The kitchen is as large as half our apartment, and sparkling clean, as if no one ever actually uses it.He probably doesn’t,I think grimly.He probably goes out for every meal, or has a private chef.No one with this kind of money cooks their own food.
The entire room is as luxurious and elegant as the bedroom that I woke up in last night, after Luca took me out of the hotel room. The counters are all sleek black granite, the floor polished white marbled tile, and the appliances are gleaming steel, shined to a high polish. The cabinets are hardwood, banded with iron, and the island is dark hardwood with a gleaming black granite top as well.I’m seeing a theme here.
It only takes a second to glimpse the ridiculously complex and expensive-looking coffeemaker, next to an espresso machine that looks equally expensive and unused. Ana makes a face as she pokes at them, peering at the dials. “I don’t know how to use any of this,” she admits. “Can’t the man just have a fucking Keurig?”
“No,” I say tiredly, sinking into a chair. “He’s richer than God, apparently.” After another few minutes of watching Ana try to figure out the coffeemaker, I sigh. “Ana, please. I don’t even want coffee. I just want to go home.”
To my shock, I see Ana’s eyes fill with tears as she turns to face me.
“You can’t,” she whispers, and I feel the pit in my stomach turn to ice.
I stand up, almost knocking the chair over in my haste. “Luca keeps saying that!” I exclaim, my hands clenching into fists at my sides. “Why are you saying it too? Did he tell you to say that? Does he have something on you, to make you say that to me?”
“No!” Ana shakes her head, chewing on her lower lip as she dashes away the tears. “Sofia, please listen to me. Just—sit down, okay?”
I don’t want to sit down. I want to run out of this apartment, run all the way back to my own safe, warm bedroom, and pull the covers over my head. I want to go back to when I was a child, when I could disappear into my books and my violin and the safe, secure knowledge that my parents loved me, that they would always come home, that I had my whole life stretching out in front of me to be anyone that I wanted.
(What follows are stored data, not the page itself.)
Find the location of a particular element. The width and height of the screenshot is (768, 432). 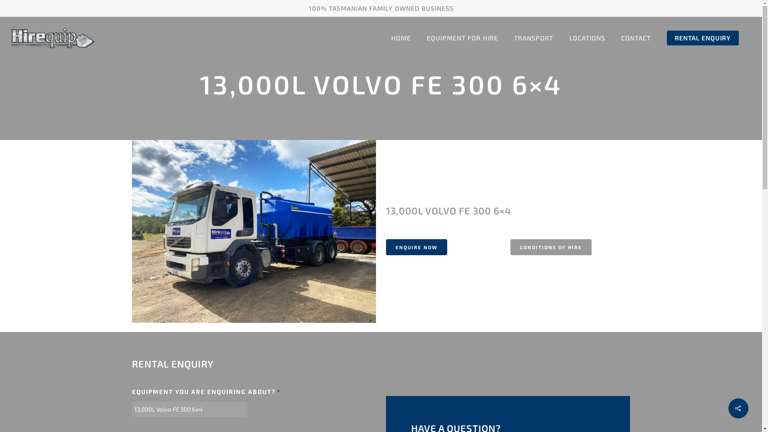

EQUIPMENT FOR HIRE is located at coordinates (462, 38).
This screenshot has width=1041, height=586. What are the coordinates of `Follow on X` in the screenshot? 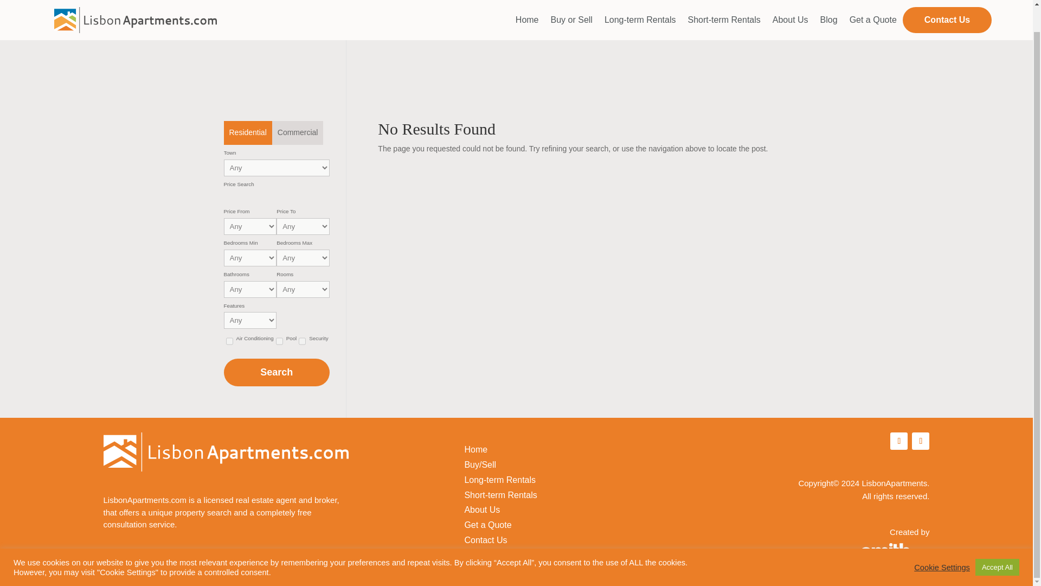 It's located at (921, 441).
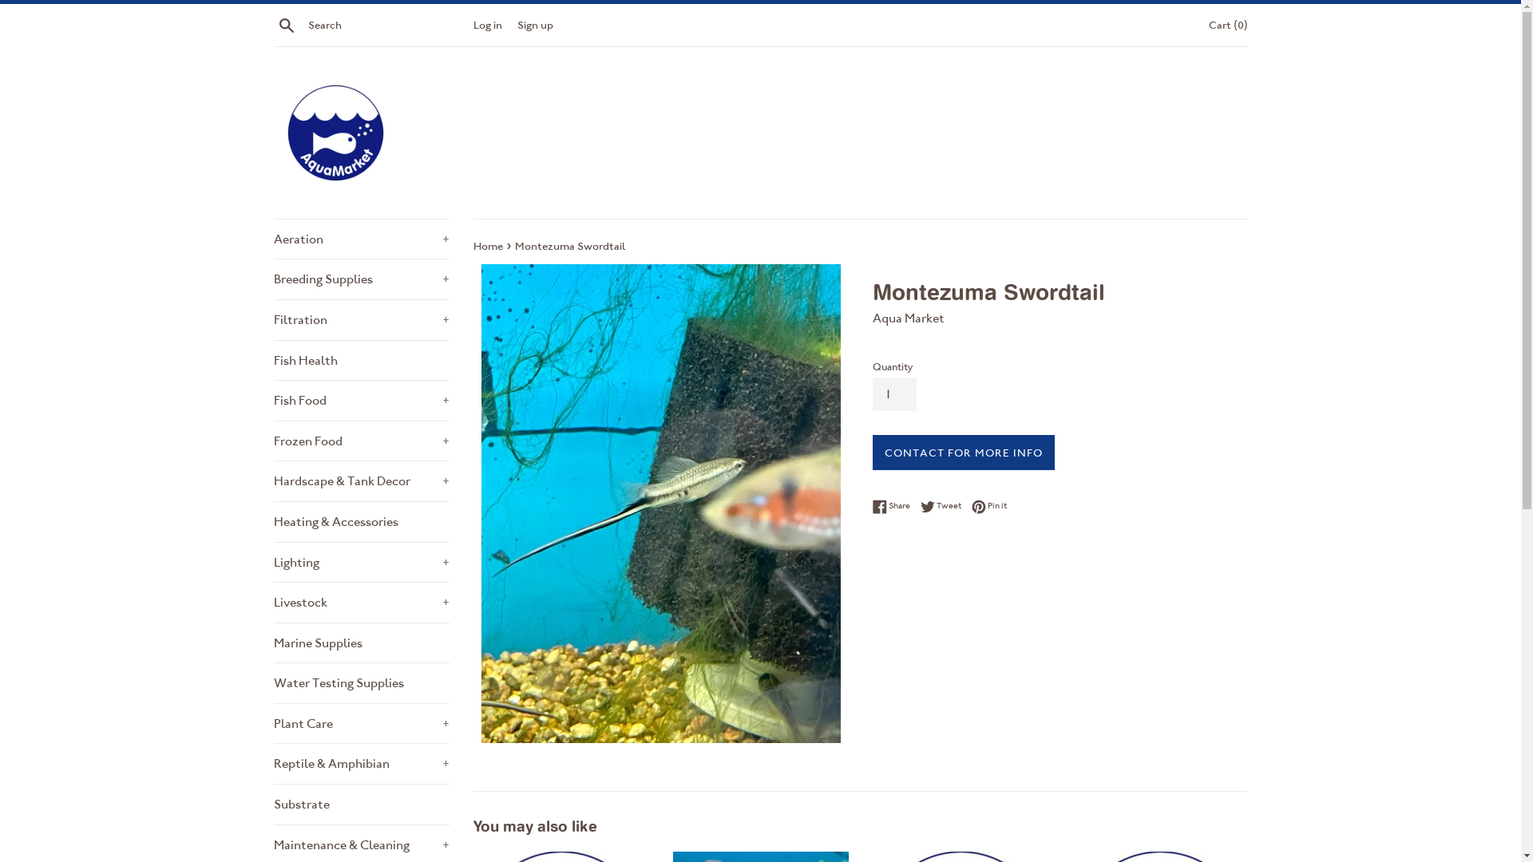 The height and width of the screenshot is (862, 1533). Describe the element at coordinates (361, 481) in the screenshot. I see `Hardscape & Tank Decor
+` at that location.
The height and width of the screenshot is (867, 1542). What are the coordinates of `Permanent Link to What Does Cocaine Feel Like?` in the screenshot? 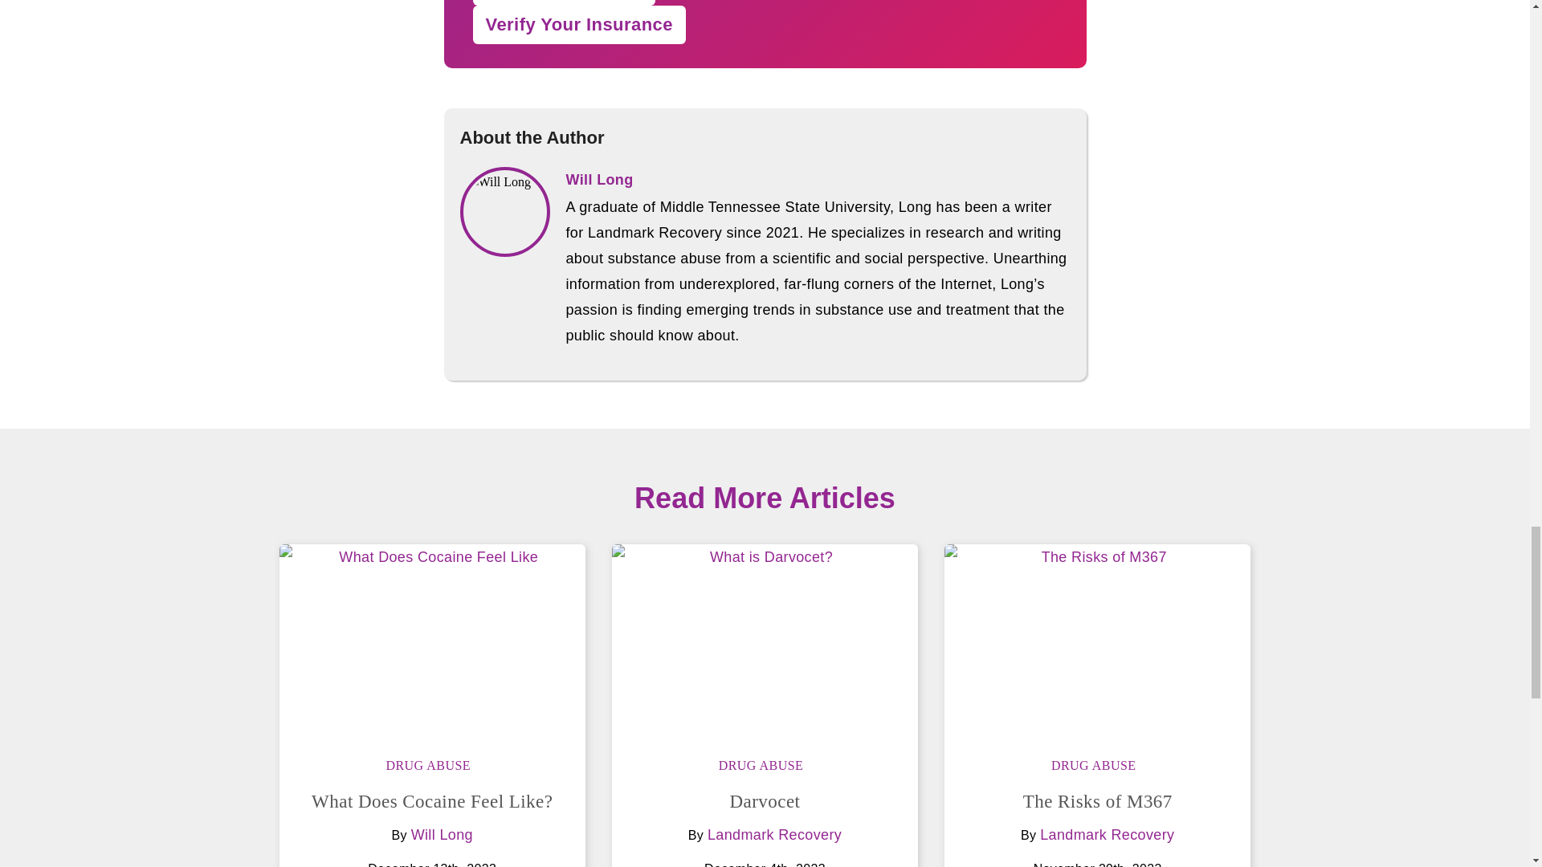 It's located at (432, 641).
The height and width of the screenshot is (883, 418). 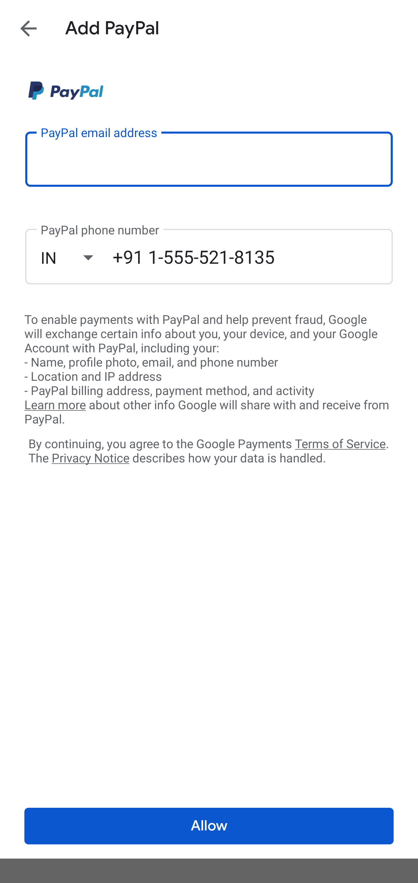 I want to click on Terms of Service, so click(x=340, y=443).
It was all a lie, I think, and I feel tears clog my throat again.I was never safe.
“Sofia, Luca isn’t lying to you.”
“How do you know?” I try not to yell, but I can hear my voice rising again, choked and panicked. “You’ve only knownmefor a few years, Ana! You don’t know anything about my family, or this promise Luca is claiming our parents made—”
“No,” Ana says calmly. She steps forward, gripping the back of one of the chairs. Her tearful blue gaze fixes on mine, and I can see in that moment that she’s just as frightened as I am—for me, or for herself, I can’t tell. “I don’t know anything about that, you’re right. He could be lying about all of that. But what he isn’t lying about is the danger that you’re in from the Bratva.”
I feel like I’m going to be sick. Last night, I’d thought that maybe Luca was exaggerating, that he was trying to frighten me into agreeing to the marriage. But now my best friend, the only person I trust in the world, is saying that it’s true. That I’m still in danger.
“I’m sorry,” Ana whispers. “I shouldn’t have taken you to that club last night. Maybe if they’d never seen you—”
I stare at her, still not quite able to believe it. Slowly, I sink back down into the chair across from her, trying to breathe. “Luca said it didn’t matter if I’d gone to the club or not. They’d have come for me eventually.” I look up at Ana, struggling to hold back tears. “They killed my father. It was the Bratva. I never knew that until last night, and now to find out this way—”
The tears start again, hot and overwhelming, and I bury my face in my hands.
“I’m so sorry, Sofia.” I feel Ana’s hand on my back, rubbing gently as she comes to stand next to me. She strokes my hair as I sob, making soft soothing noises. “Just get it out. It’s okay to cry.”